Businesses can drown their sorrows on North Bridge - Kevin Buckle

I heard this week that there is now only a whisky shop and a gin shop left trading on North Bridge, with no prospect of any of the empty retail units being filled soon.
The St James Quarter's distinctive hotel, as viewed from Calton Hill. There is talk of the development accounting for 30 per cent of the city centre’s businessThe St James Quarter's distinctive hotel, as viewed from Calton Hill. There is talk of the development accounting for 30 per cent of the city centre’s business
The St James Quarter's distinctive hotel, as viewed from Calton Hill. There is talk of the development accounting for 30 per cent of the city centre’s business

In a week when Spaces for People was again discussed in council at length what is needed just as much is a Recovery for Retail plan. While retail woes are not unique to Edinburgh the pandemic has exposed the weaknesses in what Edinburgh city centre has to offer shoppers compared to other cities.

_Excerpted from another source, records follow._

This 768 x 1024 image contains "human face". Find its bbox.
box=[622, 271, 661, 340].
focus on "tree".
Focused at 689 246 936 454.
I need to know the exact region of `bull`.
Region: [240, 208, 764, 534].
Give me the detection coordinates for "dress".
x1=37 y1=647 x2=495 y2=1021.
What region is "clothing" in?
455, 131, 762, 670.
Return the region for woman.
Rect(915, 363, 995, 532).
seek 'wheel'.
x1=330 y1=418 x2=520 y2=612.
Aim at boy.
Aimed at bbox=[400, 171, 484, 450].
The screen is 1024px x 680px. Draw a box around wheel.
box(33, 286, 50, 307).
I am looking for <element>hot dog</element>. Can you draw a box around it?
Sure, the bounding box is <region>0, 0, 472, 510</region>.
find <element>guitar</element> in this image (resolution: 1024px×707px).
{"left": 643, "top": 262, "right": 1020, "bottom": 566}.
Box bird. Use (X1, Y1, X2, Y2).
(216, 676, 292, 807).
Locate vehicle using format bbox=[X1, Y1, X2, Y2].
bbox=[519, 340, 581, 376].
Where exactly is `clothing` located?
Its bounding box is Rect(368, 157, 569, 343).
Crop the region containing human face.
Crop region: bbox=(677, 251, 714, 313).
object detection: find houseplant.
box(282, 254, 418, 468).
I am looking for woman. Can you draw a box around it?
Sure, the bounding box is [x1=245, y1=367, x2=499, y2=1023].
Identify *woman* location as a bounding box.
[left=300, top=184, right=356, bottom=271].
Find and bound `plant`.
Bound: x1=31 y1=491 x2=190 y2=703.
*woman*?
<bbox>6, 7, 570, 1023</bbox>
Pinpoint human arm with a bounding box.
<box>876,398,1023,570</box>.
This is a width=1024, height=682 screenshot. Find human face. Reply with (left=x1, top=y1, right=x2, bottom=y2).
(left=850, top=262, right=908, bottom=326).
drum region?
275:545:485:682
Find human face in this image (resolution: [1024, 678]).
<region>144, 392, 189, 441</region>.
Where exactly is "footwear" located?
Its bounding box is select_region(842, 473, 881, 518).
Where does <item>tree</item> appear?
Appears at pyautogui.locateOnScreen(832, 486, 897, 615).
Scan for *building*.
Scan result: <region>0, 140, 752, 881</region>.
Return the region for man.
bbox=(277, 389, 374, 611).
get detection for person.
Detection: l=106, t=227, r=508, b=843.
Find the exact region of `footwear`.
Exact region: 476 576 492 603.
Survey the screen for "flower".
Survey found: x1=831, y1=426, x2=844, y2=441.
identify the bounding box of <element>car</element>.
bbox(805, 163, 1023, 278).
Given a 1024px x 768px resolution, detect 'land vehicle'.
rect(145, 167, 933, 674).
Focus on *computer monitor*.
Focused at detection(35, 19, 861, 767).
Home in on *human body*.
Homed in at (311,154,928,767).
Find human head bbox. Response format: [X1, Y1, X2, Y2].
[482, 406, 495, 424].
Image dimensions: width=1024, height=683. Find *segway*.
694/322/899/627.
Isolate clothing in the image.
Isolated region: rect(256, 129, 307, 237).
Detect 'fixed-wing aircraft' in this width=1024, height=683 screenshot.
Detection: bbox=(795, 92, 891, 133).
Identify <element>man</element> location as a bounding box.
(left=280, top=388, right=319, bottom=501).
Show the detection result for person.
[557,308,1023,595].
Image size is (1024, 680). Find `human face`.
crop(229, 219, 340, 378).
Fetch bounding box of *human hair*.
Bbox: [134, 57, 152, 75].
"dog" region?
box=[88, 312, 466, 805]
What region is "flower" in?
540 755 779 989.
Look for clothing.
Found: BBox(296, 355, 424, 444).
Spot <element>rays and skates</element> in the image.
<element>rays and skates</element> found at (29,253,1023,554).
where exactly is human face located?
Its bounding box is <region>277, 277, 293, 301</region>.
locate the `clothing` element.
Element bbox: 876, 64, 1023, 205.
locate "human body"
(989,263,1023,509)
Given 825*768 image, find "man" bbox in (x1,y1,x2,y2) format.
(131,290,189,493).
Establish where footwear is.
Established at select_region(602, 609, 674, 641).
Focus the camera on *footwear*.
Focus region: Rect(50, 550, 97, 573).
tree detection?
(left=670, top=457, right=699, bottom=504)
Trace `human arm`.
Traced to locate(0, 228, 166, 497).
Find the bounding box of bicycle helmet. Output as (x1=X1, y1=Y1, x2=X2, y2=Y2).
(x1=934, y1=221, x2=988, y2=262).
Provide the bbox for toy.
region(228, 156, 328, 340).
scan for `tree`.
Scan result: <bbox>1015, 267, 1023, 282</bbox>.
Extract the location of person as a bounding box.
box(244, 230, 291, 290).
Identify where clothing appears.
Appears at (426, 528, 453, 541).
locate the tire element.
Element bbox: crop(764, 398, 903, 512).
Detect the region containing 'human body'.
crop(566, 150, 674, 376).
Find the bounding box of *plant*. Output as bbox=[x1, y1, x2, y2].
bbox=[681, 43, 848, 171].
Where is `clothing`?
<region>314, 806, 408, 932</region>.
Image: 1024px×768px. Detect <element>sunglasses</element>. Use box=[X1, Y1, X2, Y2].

A plan announced this week to remove traffic from part of London’s Oxford Street identified the problem was that there were too many brands featured that could be found elsewhere meaning the street was no longer a destination but failed to explain how the new measures would address that.

Hide Ad
Hide Ad

Edinburgh’s retail offering has now gone one step further by putting all those brands in a lovely shiny new shopping centre adding in lots of nice food and leaving Edinburgh’s main shopping street, Princes Street, with more empty shops than has ever been seen before.

What amazes city centre businesses is that the very thing they fear, the St James Quarter opening, is what they are told is going to save them. The logic behind this is very easy to understand and statistically verifiable though I do suspect that all will be done to come up with figures that are positive à la Edinburgh’s Christmas Market.

Nobody doubts the new shopping centre will take customers away from other city centre businesses but the argument is that the new Quarter will also be such an attraction that the extra people it will attract that would not have come to Edinburgh otherwise will not only make up for this but in fact increase business elsewhere.

Now this is very much the Christmas Market’s reasoning that hundreds of thousands of people only come to Edinburgh for the market and then despite all evidence to the contrary, as retailers and food outlets less than ten minutes away lie empty, those people then visit other city centre businesses making up for all the lost revenue taken by the pop-ups.

Hide Ad
Hide Ad

I think the St James Quarter has a far better case for claiming it will bring folk in from far and wide, at least initially, but I do suspect that many will simply drive to the Quarter and then just drive away again.

I’ve heard supporters of the new centre say it will be so good you will be able to spend all day there. Exactly! There is talk of it accounting for 30 per cent of the city centre’s business. Are these people really saying that sort of figure can be achieved without adversely affecting others.

I’m not saying these optimists are wrong, I am saying they are probably wrong, but more importantly if they are right and the new Quarter generally has a positive impact it definitely won’t be big enough to mean that further measures aren’t necessary and yet there are no other plans, just this wild hope that the St James Quarter will open followed by the Johnnie Walker Centre and all will be well.

I’ll watch things unfold from my Waverley Mall bunker!

Comment Guidelines

National World encourages reader discussion on our stories. User feedback, insights and back-and-forth exchanges add a rich layer of context to reporting. Please review our Community Guidelines before commenting.